Winner of the 2020 Walt Whitman prize from the Academy of American Poets, this debut poetry collection by a Yemeni American woman asks how mis-translation can be a form of self-knowledge and survival. Almontaser offers a love letter to the country and people of Yemen, a portrait of young Muslim womanhood in New York after 9/11, and an examination of what it means to carry in the body the echoes of what came before.
Poets like Solmaz Sharif and Aria Aber have experimented with incorporating their native languages into their English poems, but Almontaser takes this practice to a new level ... While Almontaser’s hybrid poetics enriches this work immensely, the visual feast of scripts, languages, and cultures generated by these poems yields a reading experience that is at once more political and more personal. Readers will connect with the young woman at the center of this collection, who wears her 'city’s hatred as hijab.'
... performs a paradoxical feat. At 101 pages, it’s a long book; many of the poems are on the long side; and many of the lines are long. Yet there is no clutter or crowding here – only an exuberant fullness, such an abundance of captivating images and turns of phrase that it is hard to take everything in. Almontaser’s verbal richness doesn’t stall or cloy; rather, her bold poems convey the spaciousness afforded by freedom and truth-telling. They keep moving, and we try to keep pace ... Almontaser’s knack for titles suggests the range of her subject matter ... In these confident, capacious, generous poems, which face tragedy without sentimentality or bitterness, there are echoes of poets such as Ishion Hutchinson, Erica Dawson and Emily Skaja (and of the poet whose name graces the award this remarkable book recently won: Walt Whitman), but Almontaser’s poetic voice is very much her own.
... a vast and celebratory exploration of language, family, and diasporic identity ... The price of diaspora is always a certain kind of exile, but The Wild Fox of Yemen espouses neither sentimental nostalgia nor doomed isolation. Carefully rendered and expertly voiced, it asserts both the contradictions and the inherent dignity of its chosen subjects with equal force and insistence. These poems overflow with an abundance of life—poignant and melancholic, sometimes tragic, sometimes hilarious, and always filled with beauty.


_TO DO:_
Your answer must be the data repeated exactly, with no pictures in it.

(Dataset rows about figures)
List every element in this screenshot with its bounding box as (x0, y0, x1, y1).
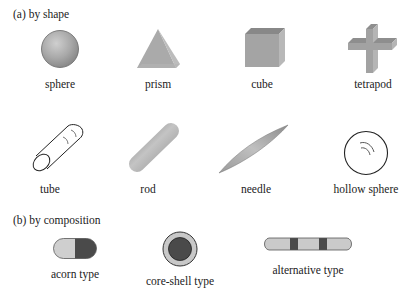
prism-label: prism (145, 78, 171, 90)
prism-figure (136, 28, 182, 70)
tube-figure (30, 123, 86, 175)
needle-label: needle (241, 183, 271, 195)
core-shell-figure (162, 231, 198, 267)
sphere-figure (40, 29, 80, 69)
cube-figure (244, 27, 286, 69)
acorn-figure (53, 238, 97, 259)
section-a-title: (a) by shape (13, 8, 69, 20)
rod-label: rod (140, 183, 155, 195)
sphere-label: sphere (45, 78, 75, 90)
tetrapod-label: tetrapod (354, 78, 392, 90)
hollow-sphere-figure (343, 130, 389, 176)
core-shell-label: core-shell type (146, 275, 214, 287)
hollow-sphere-label: hollow sphere (334, 183, 399, 195)
tube-label: tube (40, 183, 60, 195)
acorn-label: acorn type (51, 268, 99, 280)
section-b-title: (b) by composition (13, 214, 101, 226)
alternative-figure (263, 237, 353, 251)
tetrapod-figure (347, 23, 399, 75)
rod-figure (127, 122, 181, 174)
alternative-label: alternative type (272, 264, 343, 276)
needle-figure (218, 123, 290, 175)
cube-label: cube (251, 78, 273, 90)
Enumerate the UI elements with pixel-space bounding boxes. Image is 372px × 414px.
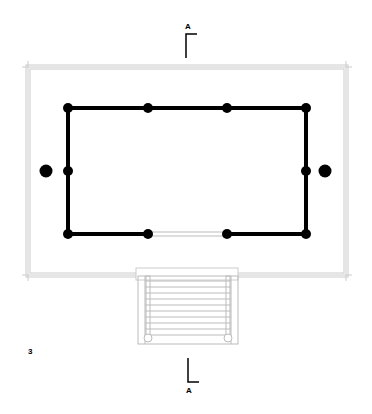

_TASK OUTPUT:_
List every element in this screenshot with its bounding box as (x0, y0, x1, y1).
prism-label: prism (145, 78, 171, 90)
prism-figure (136, 28, 182, 70)
tube-figure (30, 123, 86, 175)
needle-label: needle (241, 183, 271, 195)
core-shell-figure (162, 231, 198, 267)
sphere-figure (40, 29, 80, 69)
cube-figure (244, 27, 286, 69)
acorn-figure (53, 238, 97, 259)
section-a-title: (a) by shape (13, 8, 69, 20)
rod-label: rod (140, 183, 155, 195)
sphere-label: sphere (45, 78, 75, 90)
tetrapod-label: tetrapod (354, 78, 392, 90)
hollow-sphere-figure (343, 130, 389, 176)
core-shell-label: core-shell type (146, 275, 214, 287)
hollow-sphere-label: hollow sphere (334, 183, 399, 195)
tube-label: tube (40, 183, 60, 195)
acorn-label: acorn type (51, 268, 99, 280)
section-b-title: (b) by composition (13, 214, 101, 226)
alternative-figure (263, 237, 353, 251)
tetrapod-figure (347, 23, 399, 75)
rod-figure (127, 122, 181, 174)
alternative-label: alternative type (272, 264, 343, 276)
needle-figure (218, 123, 290, 175)
cube-label: cube (251, 78, 273, 90)
Enumerate the UI elements with pixel-space bounding boxes. Image is 372px × 414px.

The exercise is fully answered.